President Obama has done a great service to LGBT families and the nation by highlighting the inequities that same-sex couples face around real life and death issues. It should also strengthen our resolve here in New York to continue working toward full equality for our families, including the ability of same-sex couples to legally marry and have access to the literally 1,324 rights and responsibilities that New York State bestows on couples with their marriage license.

Thursday, April 15, 2010

News Sweep

The New York Attorney General's Office has unveiled a new website that tracks data on hate crimes reported in the state and provides resources and educational materials.

One of the rainbow flags that hangs outside of NYC's LGBT Community Center was found burned yesterday. Executive Director Glennda Testone said, "Hate and intolerance against LGBT New Yorkers will not be accepted, and we as a community must stand strong and together in the face of these hateful incidents."

A Brooklyn man who is fighting multiple assault charges in a 2009 altercation and faces deportation to Mexico says he was defending himself from an anti-gay attack.

A suspect has been charged in the strangling death of Amanda Gonzalez-Andujar, a transgender Queens woman. Police have not yet discovered a motive in the murder.

Constance McMillen, the lesbian teenager from Mississippi who challenged her school district’s ban of same-sex prom dates, has been named a grand marshal of New York City's annual pride parade.

It's not too late to fill out your Census! Gay City News explains why doing so is so important.

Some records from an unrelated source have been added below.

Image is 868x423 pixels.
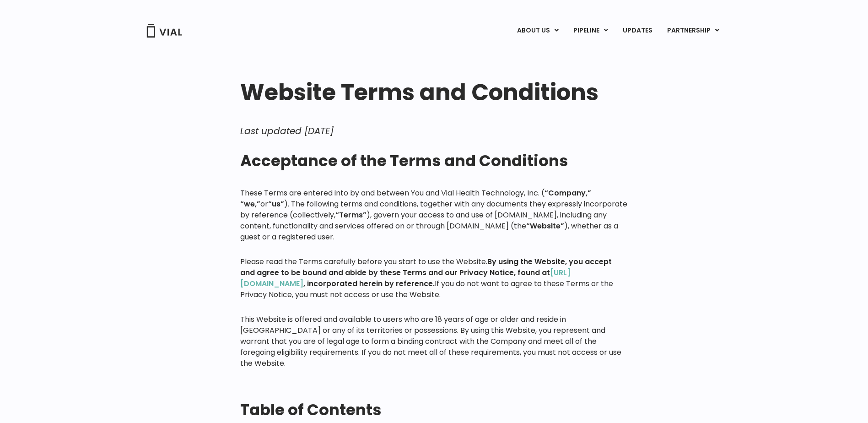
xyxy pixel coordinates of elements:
[335,210,366,221] strong: “Terms”
[241,257,628,301] div: Please read the Terms carefully before you start to use the Website. If you do not want to agree ...
[566,23,615,39] a: PIPELINEMenu Toggle
[660,23,727,39] a: PARTNERSHIPMenu Toggle
[615,23,659,39] a: UPDATES
[241,188,628,243] p: These Terms are entered into by and between You and Vial Health Technology, Inc. ( or ). The foll...
[526,221,564,232] strong: “Website”
[241,402,628,418] h2: Table of Contents
[241,80,628,106] h1: Website Terms and Conditions
[146,24,183,38] img: Vial Logo
[268,199,284,210] strong: “us”
[241,188,592,210] strong: “Company,” “we,”
[510,23,566,39] a: ABOUT USMenu Toggle
[241,314,628,370] p: This Website is offered and available to users who are 18 years of age or older and reside in [GE...
[241,152,628,169] h2: Acceptance of the Terms and Conditions
[241,268,570,289] a: [URL][DOMAIN_NAME]
[241,124,628,139] p: Last updated [DATE]
[241,257,612,289] strong: By using the Website, you accept and agree to be bound and abide by these Terms and our Privacy N...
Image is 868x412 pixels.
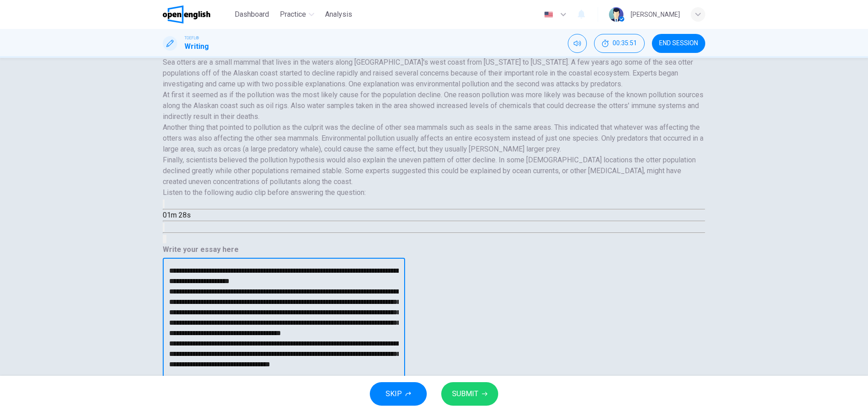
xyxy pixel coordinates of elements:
[543,11,555,18] img: en
[325,9,352,20] span: Analysis
[630,9,680,20] div: [PERSON_NAME]
[370,382,427,405] button: SKIP
[235,9,269,20] span: Dashboard
[231,7,272,22] button: Dashboard
[163,6,210,23] img: OpenEnglish logo
[280,9,306,20] span: Practice
[594,34,645,53] button: 00:35:51
[163,122,706,155] h6: Another thing that pointed to pollution as the culprit was the decline of other sea mammals such ...
[441,382,498,405] button: SUBMIT
[613,40,637,47] span: 00:35:51
[163,187,706,198] h6: Listen to the following audio clip before answering the question :
[163,223,165,231] button: Click to see the audio transcription
[386,388,402,400] span: SKIP
[594,34,645,53] div: Hide
[609,7,624,21] img: Profile picture
[452,388,478,400] span: SUBMIT
[163,211,191,219] span: 01m 28s
[163,57,706,89] h6: Sea otters are a small mammal that lives in the waters along [GEOGRAPHIC_DATA]'s west coast from ...
[185,34,199,41] span: TOEFL®
[652,34,706,53] button: END SESSION
[659,40,698,47] span: END SESSION
[322,7,356,22] button: Analysis
[163,155,706,187] h6: Finally, scientists believed the pollution hypothesis would also explain the uneven pattern of ot...
[163,244,406,255] h6: Write your essay here
[276,7,318,22] button: Practice
[163,89,706,122] h6: At first it seemed as if the pollution was the most likely cause for the population decline. One ...
[185,41,209,52] h1: Writing
[163,6,231,23] a: OpenEnglish logo
[568,34,586,53] div: Mute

A group that supported putting a repeal of Prop. 8 on this year's ballot (in opposition to the majority who supported waiting) will now move toward supporting efforts to repeal the ban in 2012.

With a vote on the Employment Non-Discrimination Act expected later this month, openly gay Rep. Barney Frank says the most effective way to make a difference is to contact members of Congress directly.

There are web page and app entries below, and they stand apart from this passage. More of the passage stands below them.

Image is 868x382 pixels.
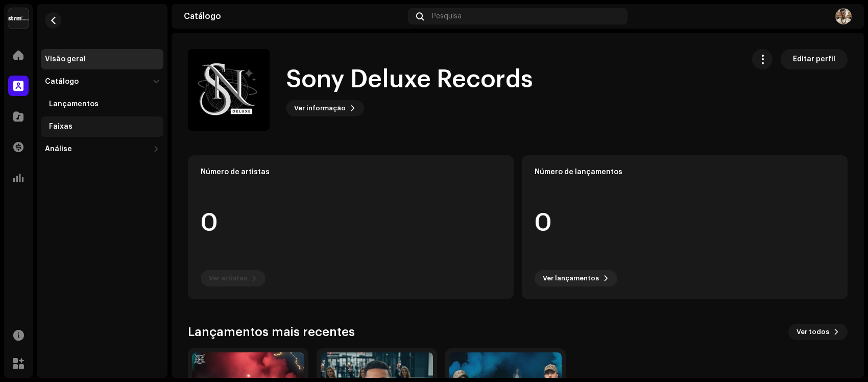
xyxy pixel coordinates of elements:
button: Ver informação [286,100,364,116]
div: Visão geral [45,55,86,63]
span: Ver todos [796,322,829,342]
img: 1298afe1-fec9-4951-a5e1-33cccf13abde [835,8,852,24]
div: Lançamentos [49,100,98,108]
re-m-nav-item: Faixas [41,116,163,137]
img: 408b884b-546b-4518-8448-1008f9c76b02 [8,8,29,29]
button: Editar perfil [781,49,847,70]
img: cc36ca95-7197-4182-a734-a9bd3bb4bf2d [188,49,270,130]
button: Ver todos [788,323,847,340]
span: Ver informação [294,98,345,118]
re-m-nav-item: Lançamentos [41,94,163,115]
span: Ver lançamentos [543,268,598,288]
span: Editar perfil [793,49,835,70]
div: Catálogo [183,12,404,20]
h1: Sony Deluxe Records [286,63,533,96]
re-m-nav-item: Visão geral [41,49,163,70]
re-m-nav-dropdown: Análise [41,139,163,159]
button: Ver lançamentos [535,270,617,287]
re-o-card-data: Número de artistas [188,155,513,299]
div: Catálogo [45,77,79,86]
re-m-nav-dropdown: Catálogo [41,72,163,137]
div: Faixas [49,123,72,130]
div: Número de lançamentos [535,168,834,176]
re-o-card-data: Número de lançamentos [522,155,847,299]
div: Análise [45,145,72,153]
h3: Lançamentos mais recentes [188,323,355,340]
span: Pesquisa [431,12,462,20]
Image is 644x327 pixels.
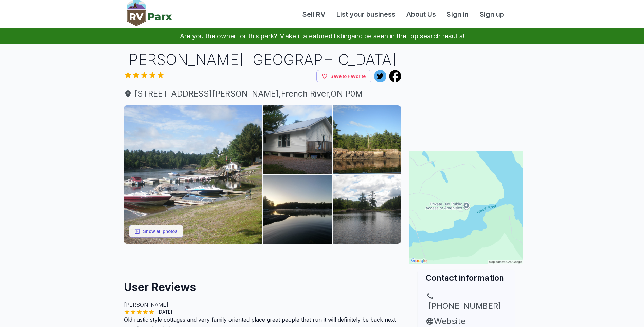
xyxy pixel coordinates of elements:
a: Sign up [474,9,509,20]
a: Sign in [442,9,474,20]
h1: [PERSON_NAME] [GEOGRAPHIC_DATA] [124,50,402,70]
iframe: Advertisement [124,243,402,274]
p: [PERSON_NAME] [124,300,402,309]
a: [PHONE_NUMBER] [426,292,506,312]
a: About Us [401,9,442,20]
img: Map for Schell's Camp & Park [409,150,523,264]
p: Are you the owner for this park? Make it a and be seen in the top search results! [8,28,636,44]
img: AAcXr8rsVA3RJvGwe6FEiknLEjxyhXzfRmadjPCQ8j7Uu4Z38hFTlUJKTQzIY_8yDsp5XLA5MbqOUr2K8KEl2dOF7T6ROSAp4... [264,106,331,173]
img: AAcXr8ofHRSWF10jHtyM3RpRN5Hrjc2NVJY_JHSaBVRbvw3Ka7Z-TaMJMxR8ef05lvcwsFKAnY2qh151IX5NGnalClmLVg9BZ... [333,176,402,243]
button: Save to Favorite [316,70,372,83]
img: AAcXr8pBjW0aCDB2PJOzd_PyohRjTPGzIJ_jvA8FaVo3_W1pkU6cUQ00j0uybUa_wRsyi0uWm9PKkmEnp2nLh7bu4Rq14Yc3A... [264,176,331,243]
a: [STREET_ADDRESS][PERSON_NAME],French River,ON P0M [124,87,402,100]
button: Show all photos [129,225,183,237]
img: AAcXr8r9GsCNlofoGUuxgwFO7c-DvEFgKbdOT6qap_IOchOMvmIcMLMfwtwwoWjUx40n7qBcs8Du3bGxeh8SqnUfy3CCueqe3... [124,106,262,243]
span: [DATE] [154,309,176,315]
a: featured listing [307,32,351,40]
a: Sell RV [297,9,331,20]
h2: Contact information [426,272,506,284]
iframe: Advertisement [409,50,523,134]
a: List your business [331,9,401,20]
h2: User Reviews [124,274,402,295]
img: AAcXr8qx8_HFursGUO2FeSNV1OLwtIVhvgM4q3WlR7VPRHGNoS0kdBuftNoMVEDcZc0EogakIwrlsZwhALaecB8lYQY88REsv... [333,106,402,173]
span: [STREET_ADDRESS][PERSON_NAME] , French River , ON P0M [124,87,402,100]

Sen. John McCain isn't willing to speak with gay troops to get a more complete picture of military life under the current "Don't Ask, Don't Tell" policy. "Why should I? That would be nuts,"he said.

The Vatican is trying to quell growing anger over remarks by the Pope's top aide that the "problem'' behind the pedophile priest scandals is homosexuality and not to the church's celibacy requirement for clergy.